4 cool new projects to try in Copr for May 2022

4 packages to try from the Copr repos

Copr is a build system for anyone in the Fedora community. It hosts thousands of projects for various purposes and audiences. Some of them should never be installed by anyone, some are already being transitioned to the official Fedora Linux repositories, and the rest are somewhere in between. Copr gives you the opportunity to install third-party software that is not available in Fedora Linux repositories, try nightly versions of your dependencies, use patched builds of your favorite tools to support some non-standard use cases, and just experiment freely.

If you don’t know how to enable a repository or if you are concerned about whether it is safe to use Copr, please consult the project documentation.

This article takes a closer look at interesting projects that recently landed in Copr.

Python-QT6

Do you miss QT6 Python bindings for Fedora Linux? Here they are. https://copr.fedorainfracloud.org/coprs/g/kdesig/python-qt6/

KDE SIG owns this project. Therefore, it should be a quality one. And one day, it may land in Fedora Linux. 

Example of usage:

$ python 
 Python 3.10.4 (main, Mar 25 2022, 00:00:00) [GCC 12.0.1 20220308 (Red Hat 12.0.1-0)] on linux
 Type "help", "copyright", "credits" or "license" for more information.
 >>> import PyQt6
 >>> from PyQt6.QtWidgets import QApplication, QWidget
 >>> import sys
 >>> app = QApplication(sys.argv)
 >>> window = QWidget()
 >>> window.show()
 >>> app.exec()
 0 

More documentation can be found at 

https://www.pythonguis.com/tutorials/pyqt6-creating-your-first-window/.

Installation instructions

This package is available for Fedora Linux 36 and Rawhide. To install it, enter these commands:

sudo dnf copr enable @kdesig/python-qt6
sudo dnf install python3-qt6

Cloud-Native Utilities

A collection of cloud-native development tools.

These packages do not follow Fedora packaging guidelines, are statically built, and opt to bundle all dependencies.

Currently available packages:

  • Terraform – terraform
  • Packer – packer
  • Helm – helm
  • Tekton CLI – tektoncd-cli tektoncd-cli-doc
  • Knative CLI – knative-client knative-client-doc
  • Buildpack CLI – pack

All build recipes can be viewed in dist-git or from Pagure: https://pagure.io/mroche/cloud-utilities

Installation instructions

These packages are available for Fedora 36 Linux and Rawhide. To install them, enter this command:

sudo dnf copr enable mroche/cloud-native-utilities

DNF 5

You may be aware the DNF team is working on DNF5. There is a change proposal for Fedora Linux 38. The benefit is that every package management software — including PackageKit, and DNFDragora — should use a common libdnf library. If you have an application that handles RPM packages, you should definitely check out this project.

https://copr.fedorainfracloud.org/coprs/rpmsoftwaremanagement/dnf5-unstable/

Another similar project from the DNF team is 

https://copr.fedorainfracloud.org/coprs/jmracek/dnf5-alternatives/.

Installation instructions

These packages are available for Fedora Linux 35, 36 and Rawhide. To install them, enter these commands:

sudo dnf copr enable  rpmsoftwaremanagement/dnf5-unstable
sudo dnf install dnf5
sudo dnf copr enable jmracek/dnf5-alternatives
sudo dnf install microdnf-deprecated 

Hare

Hare is a systems programming language designed to be simple, stable and robust. Hare uses a static type system, manual memory management, and a minimal runtime. It is well suited to writing operating systems, system tools, compilers, networking software, and other low-level, high-performance tasks. A detailed overview can be found in these slides.

My summary is: Hare is simpler than C. It can be easy. But if you insist on shooting in your legs, Hare will allow you to do it.

Copr project.

Installation Instructions

These packages are available for Fedora Linux 35, 36 and Rawhide. They are also available for OpenSUSE Leap and Tumbleweed. To install them, enter these commands:

sudo dnf copr enable sentry/qbe
sudo dnf copr enable sentry/hare
sudo dnf install hare harec qbe 
Fedora Project community

9 Comments

  1. Stephen

    I love this series! Good article.

  2. condor

    No, I wasn’t aware that that DNF5 was in the works!

  3. Low Level

    Hare seems very interesting. Thanks. Complements Rust and D.

  4. Kushal Das

    Qt

    , not

    QT

    🙂

  5. Another very interesting copr project is this: https://copr.fedorainfracloud.org/coprs/matteoguadrini/pyreports/
    It is especially useful for inserting log data into databases (with filters and so on).

  6. Fatso

    Seems odd that PyQt is featured given that PySide6 is the official Python binding for Qt 6: https://wiki.qt.io/Qt_for_Python

  7. I am going to try Hare for sure, it looks good to try.

  8. Just following these posts.

  9. Stabsy

    So, how “safe” is it to run DNF5?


* _TASK STATEMENT_
An exact copy of every entry is the answer here, with no pictures.

Stored dataset items:
————

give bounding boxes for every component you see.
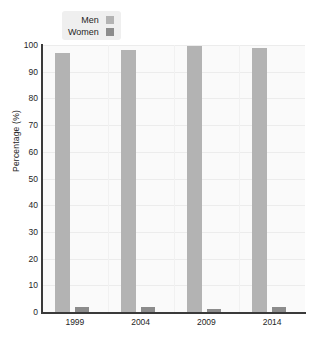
y-axis-tick-labels: 0102030405060708090100 [16, 45, 38, 312]
bar-men-2014 [252, 48, 267, 312]
bar-men-2004 [121, 50, 136, 312]
x-axis-tick-labels: 1999200420092014 [42, 317, 305, 333]
legend-label: Women [68, 27, 99, 37]
y-axis-tick-label: 80 [16, 93, 38, 103]
plot-area [42, 45, 305, 312]
y-axis-line [41, 44, 43, 313]
legend-item-women: Women [68, 26, 114, 37]
bar-group [187, 45, 240, 312]
vertical-gridline [108, 45, 109, 312]
x-axis-line [41, 312, 306, 314]
x-axis-tick-label: 2004 [111, 317, 171, 327]
y-axis-tick-label: 60 [16, 147, 38, 157]
vertical-gridline [239, 45, 240, 312]
bar-men-1999 [55, 53, 70, 312]
y-axis-tick-label: 70 [16, 120, 38, 130]
y-axis-tick-label: 100 [16, 40, 38, 50]
x-axis-tick-label: 2014 [242, 317, 302, 327]
bar-chart-figure: Percentage (%) 0102030405060708090100 19… [0, 0, 313, 344]
bar-men-2009 [187, 46, 202, 312]
bar-group [121, 45, 174, 312]
bar-group [55, 45, 108, 312]
x-axis-tick-label: 2009 [176, 317, 236, 327]
chart-legend: MenWomen [62, 11, 121, 40]
y-axis-tick-label: 30 [16, 227, 38, 237]
bar-group [252, 45, 305, 312]
y-axis-tick-label: 20 [16, 254, 38, 264]
y-axis-tick-label: 90 [16, 67, 38, 77]
legend-label: Men [81, 15, 99, 25]
y-axis-tick-label: 50 [16, 174, 38, 184]
legend-item-men: Men [68, 14, 114, 25]
legend-swatch-icon [106, 28, 114, 36]
y-axis-tick-label: 40 [16, 200, 38, 210]
x-axis-tick-label: 1999 [45, 317, 105, 327]
legend-swatch-icon [106, 16, 114, 24]
y-axis-tick-label: 0 [16, 307, 38, 317]
y-axis-tick-label: 10 [16, 280, 38, 290]
vertical-gridline [174, 45, 175, 312]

————

* _SOLUTION FOR THIS PROBLEM_
give bounding boxes for every component you see.
y-axis-tick-labels: 0102030405060708090100 [16, 45, 38, 312]
bar-men-2014 [252, 48, 267, 312]
bar-men-2004 [121, 50, 136, 312]
x-axis-tick-labels: 1999200420092014 [42, 317, 305, 333]
legend-label: Women [68, 27, 99, 37]
y-axis-tick-label: 80 [16, 93, 38, 103]
plot-area [42, 45, 305, 312]
y-axis-line [41, 44, 43, 313]
legend-item-women: Women [68, 26, 114, 37]
bar-group [187, 45, 240, 312]
vertical-gridline [108, 45, 109, 312]
x-axis-line [41, 312, 306, 314]
x-axis-tick-label: 2004 [111, 317, 171, 327]
y-axis-tick-label: 60 [16, 147, 38, 157]
vertical-gridline [239, 45, 240, 312]
bar-men-1999 [55, 53, 70, 312]
y-axis-tick-label: 70 [16, 120, 38, 130]
y-axis-tick-label: 100 [16, 40, 38, 50]
x-axis-tick-label: 2014 [242, 317, 302, 327]
bar-chart-figure: Percentage (%) 0102030405060708090100 19… [0, 0, 313, 344]
bar-men-2009 [187, 46, 202, 312]
bar-group [121, 45, 174, 312]
bar-group [55, 45, 108, 312]
x-axis-tick-label: 2009 [176, 317, 236, 327]
chart-legend: MenWomen [62, 11, 121, 40]
y-axis-tick-label: 30 [16, 227, 38, 237]
bar-group [252, 45, 305, 312]
y-axis-tick-label: 20 [16, 254, 38, 264]
y-axis-tick-label: 90 [16, 67, 38, 77]
legend-label: Men [81, 15, 99, 25]
y-axis-tick-label: 50 [16, 174, 38, 184]
legend-item-men: Men [68, 14, 114, 25]
legend-swatch-icon [106, 28, 114, 36]
y-axis-tick-label: 40 [16, 200, 38, 210]
x-axis-tick-label: 1999 [45, 317, 105, 327]
legend-swatch-icon [106, 16, 114, 24]
y-axis-tick-label: 0 [16, 307, 38, 317]
y-axis-tick-label: 10 [16, 280, 38, 290]
vertical-gridline [174, 45, 175, 312]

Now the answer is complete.